Re: kjournald wasting CPU in invert_lock fs/jbd/commit.c

From: Andrew Morton
Date: Mon Jul 11 2005 - 17:47:19 EST


Steven Rostedt <rostedt@xxxxxxxxxxx> wrote:
>
> I noticed that the code in commit.c of the jbd system can waste CPU
> cycles.

How did you notice? By code inspection or by runtime observation? If the
latter, please share.

> The offending code is as follows.
>
> static int inverted_lock(journal_t *journal, struct buffer_head *bh)
> {
> if (!jbd_trylock_bh_state(bh)) {
> spin_unlock(&journal->j_list_lock);
> schedule();
> return 0;
> }
> return 1;
> }

"offending" is a good description. That code sucks. But it sits on the
edge between two subsystems which really really want to take those locks in
opposite order.


> This code makes a loop if the jbd_trylock_bh_state fails. This code will
> wait till whoever owns the lock releases it. But it is really in a busy
> loop and will only be interrupted when the kjournald uses up all its
> quota. So it's basically just wasting CPU cycles here.

Yeah. But these _are_ spinlocks, so spinning is what's supposed to happen.
Maybe we should dump that silly schedule() and just do cpu_relax().
Although I do recall once theorising that the time we spend in the
schedule() might be preventing livelocks.

> The following
> patch should fix this.
>
> Signed-off-by: Steven Rostedt rostedt@xxxxxxxxxxx

Please put "<>" around the email address.

> ---
> --- a/fs/jbd/commit.c 2005-07-11 17:51:37.000000000 -0400
> +++ b/fs/jbd/commit.c 2005-07-11 17:51:58.000000000 -0400
> @@ -87,7 +87,7 @@ static int inverted_lock(journal_t *jour
> {
> if (!jbd_trylock_bh_state(bh)) {
> spin_unlock(&journal->j_list_lock);
> - schedule();
> + yield();
> return 0;
> }
> return 1;

Nope, yield() can cause terribly long delays when other tasks are cpu-bound.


* **Instructions to follow**
Please report each line in the material below that includes "interest".

* **Data records**
[Start of section]

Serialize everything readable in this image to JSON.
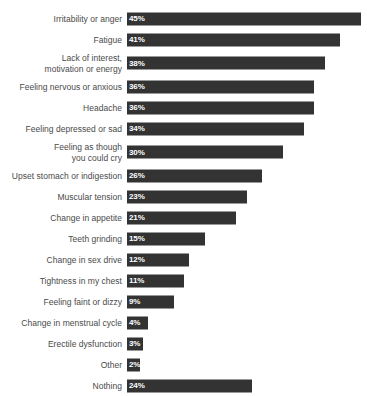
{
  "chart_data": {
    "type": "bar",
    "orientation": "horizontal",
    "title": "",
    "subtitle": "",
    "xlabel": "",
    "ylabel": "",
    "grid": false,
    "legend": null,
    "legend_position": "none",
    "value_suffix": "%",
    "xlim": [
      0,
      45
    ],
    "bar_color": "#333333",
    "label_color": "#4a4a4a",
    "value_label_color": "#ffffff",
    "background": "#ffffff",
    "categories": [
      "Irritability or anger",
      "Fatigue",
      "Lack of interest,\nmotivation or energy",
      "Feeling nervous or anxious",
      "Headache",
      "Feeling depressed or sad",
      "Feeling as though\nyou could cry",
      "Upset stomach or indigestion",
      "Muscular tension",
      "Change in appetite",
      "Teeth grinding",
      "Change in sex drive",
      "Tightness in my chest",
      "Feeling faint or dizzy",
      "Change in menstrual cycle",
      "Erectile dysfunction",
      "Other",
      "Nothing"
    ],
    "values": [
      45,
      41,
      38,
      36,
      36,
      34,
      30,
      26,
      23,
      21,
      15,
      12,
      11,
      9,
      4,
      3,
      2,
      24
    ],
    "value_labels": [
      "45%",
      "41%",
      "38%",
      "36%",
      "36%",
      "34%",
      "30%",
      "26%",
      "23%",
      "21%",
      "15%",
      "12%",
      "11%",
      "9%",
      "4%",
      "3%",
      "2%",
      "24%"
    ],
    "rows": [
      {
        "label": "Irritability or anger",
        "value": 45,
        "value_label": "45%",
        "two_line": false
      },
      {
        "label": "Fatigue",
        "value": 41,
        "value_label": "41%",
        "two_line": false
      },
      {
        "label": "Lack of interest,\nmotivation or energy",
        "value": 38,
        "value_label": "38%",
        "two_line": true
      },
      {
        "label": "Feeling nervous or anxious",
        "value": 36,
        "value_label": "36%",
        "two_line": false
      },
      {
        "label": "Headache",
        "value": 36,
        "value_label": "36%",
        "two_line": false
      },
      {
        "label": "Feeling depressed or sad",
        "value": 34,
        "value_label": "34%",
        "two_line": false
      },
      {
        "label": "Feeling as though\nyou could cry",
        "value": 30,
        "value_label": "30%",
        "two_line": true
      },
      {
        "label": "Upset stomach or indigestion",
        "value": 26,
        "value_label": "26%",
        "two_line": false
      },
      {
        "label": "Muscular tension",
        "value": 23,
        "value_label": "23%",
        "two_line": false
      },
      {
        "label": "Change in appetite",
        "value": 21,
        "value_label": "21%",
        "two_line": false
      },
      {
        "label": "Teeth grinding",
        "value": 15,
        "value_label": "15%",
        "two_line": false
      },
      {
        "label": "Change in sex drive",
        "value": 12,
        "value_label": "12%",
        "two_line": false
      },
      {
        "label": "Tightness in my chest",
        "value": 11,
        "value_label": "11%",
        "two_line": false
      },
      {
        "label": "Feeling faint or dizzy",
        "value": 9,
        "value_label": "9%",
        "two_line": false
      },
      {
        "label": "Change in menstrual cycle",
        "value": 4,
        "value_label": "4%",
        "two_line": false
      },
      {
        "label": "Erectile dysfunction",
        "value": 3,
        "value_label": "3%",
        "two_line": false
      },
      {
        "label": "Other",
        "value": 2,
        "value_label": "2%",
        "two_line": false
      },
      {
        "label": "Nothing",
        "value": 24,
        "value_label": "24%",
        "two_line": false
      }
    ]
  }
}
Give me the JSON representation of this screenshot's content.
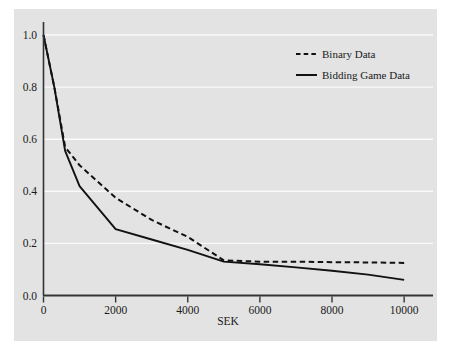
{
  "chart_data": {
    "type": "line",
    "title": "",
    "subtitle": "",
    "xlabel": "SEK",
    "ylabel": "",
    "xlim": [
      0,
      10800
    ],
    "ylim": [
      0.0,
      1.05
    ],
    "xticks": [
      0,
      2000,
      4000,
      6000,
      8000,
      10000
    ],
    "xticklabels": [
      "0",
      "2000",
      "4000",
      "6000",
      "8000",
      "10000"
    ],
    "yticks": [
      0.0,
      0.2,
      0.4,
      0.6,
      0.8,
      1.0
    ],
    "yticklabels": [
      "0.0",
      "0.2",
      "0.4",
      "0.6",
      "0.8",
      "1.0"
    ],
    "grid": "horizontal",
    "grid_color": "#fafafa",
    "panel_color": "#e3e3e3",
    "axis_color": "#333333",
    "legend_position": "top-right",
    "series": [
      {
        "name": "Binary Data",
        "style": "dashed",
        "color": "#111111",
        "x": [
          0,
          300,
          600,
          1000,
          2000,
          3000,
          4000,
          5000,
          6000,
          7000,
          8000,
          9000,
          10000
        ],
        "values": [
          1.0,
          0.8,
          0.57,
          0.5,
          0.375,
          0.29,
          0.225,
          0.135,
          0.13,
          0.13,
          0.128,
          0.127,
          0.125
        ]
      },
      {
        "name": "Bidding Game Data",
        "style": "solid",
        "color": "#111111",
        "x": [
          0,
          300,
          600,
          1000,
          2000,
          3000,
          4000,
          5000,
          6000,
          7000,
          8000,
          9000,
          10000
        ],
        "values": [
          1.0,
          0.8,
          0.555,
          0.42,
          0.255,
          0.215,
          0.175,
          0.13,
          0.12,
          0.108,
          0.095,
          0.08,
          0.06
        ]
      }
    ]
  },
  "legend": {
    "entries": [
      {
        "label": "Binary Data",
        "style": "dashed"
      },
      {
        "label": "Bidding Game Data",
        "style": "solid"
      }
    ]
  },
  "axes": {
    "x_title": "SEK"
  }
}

[End of section]

* **Result for this task**
      "Lack of interest,\nmotivation or energy",
        "label": "Lack of interest,\nmotivation or energy",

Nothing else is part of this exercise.